Although it is widely understood that most cancer deaths are the result of metastasis, our knowledge of many aspects of metastatic cell movement is incomplete at best. As part of ongoing efforts to learn to control the movements of metastatic cells, Northwestern University researchers have developed a device that takes advantage of the physical principle called “ratcheting.” Actually a very tiny system of channels—each less than one-tenth of a millimeter wide—for cell locomotion, the device includes asymmetric obstacles within the channels that direct cell movement in a designated direction. The hope is that the cancer cells could be “sequestered permanently in a soft of ‘cancer trap’ made of implantable and biodegradable materials.”

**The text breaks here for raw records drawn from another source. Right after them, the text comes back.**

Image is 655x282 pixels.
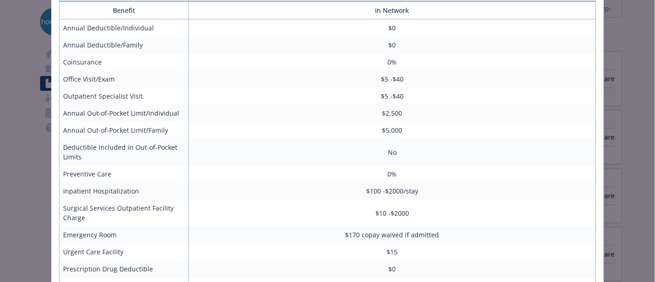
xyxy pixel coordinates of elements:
td: $10 -$2000 [188,199,596,226]
td: $100 -$2000/stay [188,182,596,199]
td: 0% [188,165,596,182]
td: Inpatient Hospitalization [59,182,189,199]
td: No [188,139,596,165]
td: $2,500 [188,105,596,122]
td: Annual Deductible/Family [59,36,189,53]
td: $5,000 [188,122,596,139]
td: $170 copay waived if admitted [188,226,596,243]
td: Annual Out-of-Pocket Limit/Individual [59,105,189,122]
td: Prescription Drug Deductible [59,260,189,277]
td: Annual Out-of-Pocket Limit/Family [59,122,189,139]
td: Outpatient Specialist Visit [59,88,189,105]
td: $0 [188,19,596,37]
td: Office Visit/Exam [59,70,189,88]
td: Emergency Room [59,226,189,243]
td: $15 [188,243,596,260]
td: Deductible Included in Out-of-Pocket Limits [59,139,189,165]
td: Coinsurance [59,53,189,70]
td: $5 -$40 [188,88,596,105]
td: Surgical Services Outpatient Facility Charge [59,199,189,226]
td: $0 [188,260,596,277]
td: Urgent Care Facility [59,243,189,260]
td: 0% [188,53,596,70]
td: $0 [188,36,596,53]
td: $5 -$40 [188,70,596,88]
th: Benefit [59,2,189,19]
th: In Network [188,2,596,19]
td: Annual Deductible/Individual [59,19,189,37]
td: Preventive Care [59,165,189,182]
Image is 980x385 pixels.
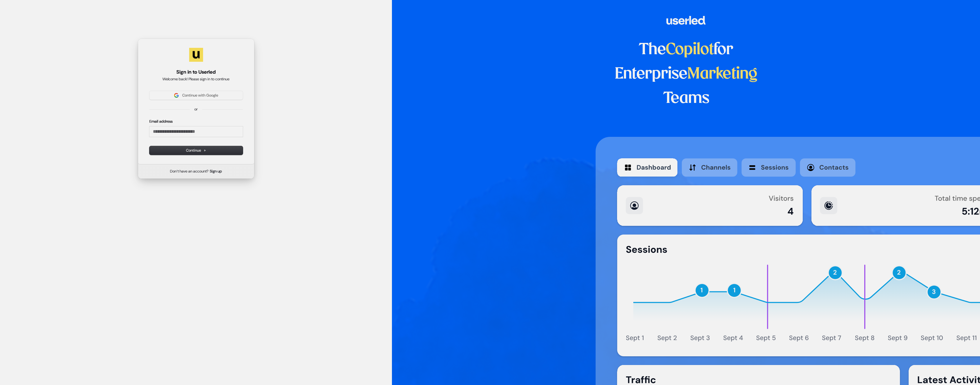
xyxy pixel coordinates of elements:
span: Continue [186,147,206,153]
span: Marketing [687,67,758,81]
img: Sign in with Google [174,93,179,98]
p: or [194,106,197,112]
button: Sign in with GoogleContinue with Google [149,91,242,100]
button: Continue [149,147,242,155]
span: Copilot [666,42,714,57]
h1: The for Enterprise Teams [596,37,777,111]
img: Userled [189,48,203,62]
p: Welcome back! Please sign in to continue [149,77,242,81]
a: Sign up [210,169,222,174]
span: Continue with Google [182,93,218,98]
h1: Sign in to Userled [149,69,242,76]
label: Email address [149,119,172,125]
span: Don’t have an account? [170,169,209,174]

"We have demonstrated a principle that offers an unconventional way to fight metastasis, a very different approach from other methods, such as chemotherapy," said senior author Bartosz Grzybowski, associate professor of chemical and biological engineering, McCormick School of Engineering and Applied Science, and associate professor of chemistry, Weinberg College of Arts and Sciences. "These are fundamental studies so the method needs to be optimized, but the idea has promise for a new approach to cancer therapy."

How the researchers got to this point is rather remarkable. They first learned that they could design channels—cell-adhesive and cell-repellant chemical compounds patterned onto a substrate—of various geometries that cells could move through in one direction, as the cells gravitated away from repellant areas and onto the “ratchet” channels. The team then created channels that could move cancerous and non-cancerous cells in opposite directions by taking advantage of their different shapes and mobility characteristics, thus partly sorting them. Because cancerous cells tend to be more round and broad and epithelial cells are long and thin and have long protrusions on the ends, Grzybowski and colleagues designed channels with “spikes” that stick out at 45-degree angles from the sides, thus funneling cancer cells and normal cells in opposite directions.

Organizing several of these channels like spokes on a wheel and leading to a central reservoir and then stacking them could be used as a “cancer trap.”

"When implanted next to a tumor the particles would guide cancer cells, but not normal cells, inward to the reservoir, where they would be trapped," said Grzybowski. "The particles could also be part of the sutures used during surgical procedures."

For more, see the article published online in Nature Physics.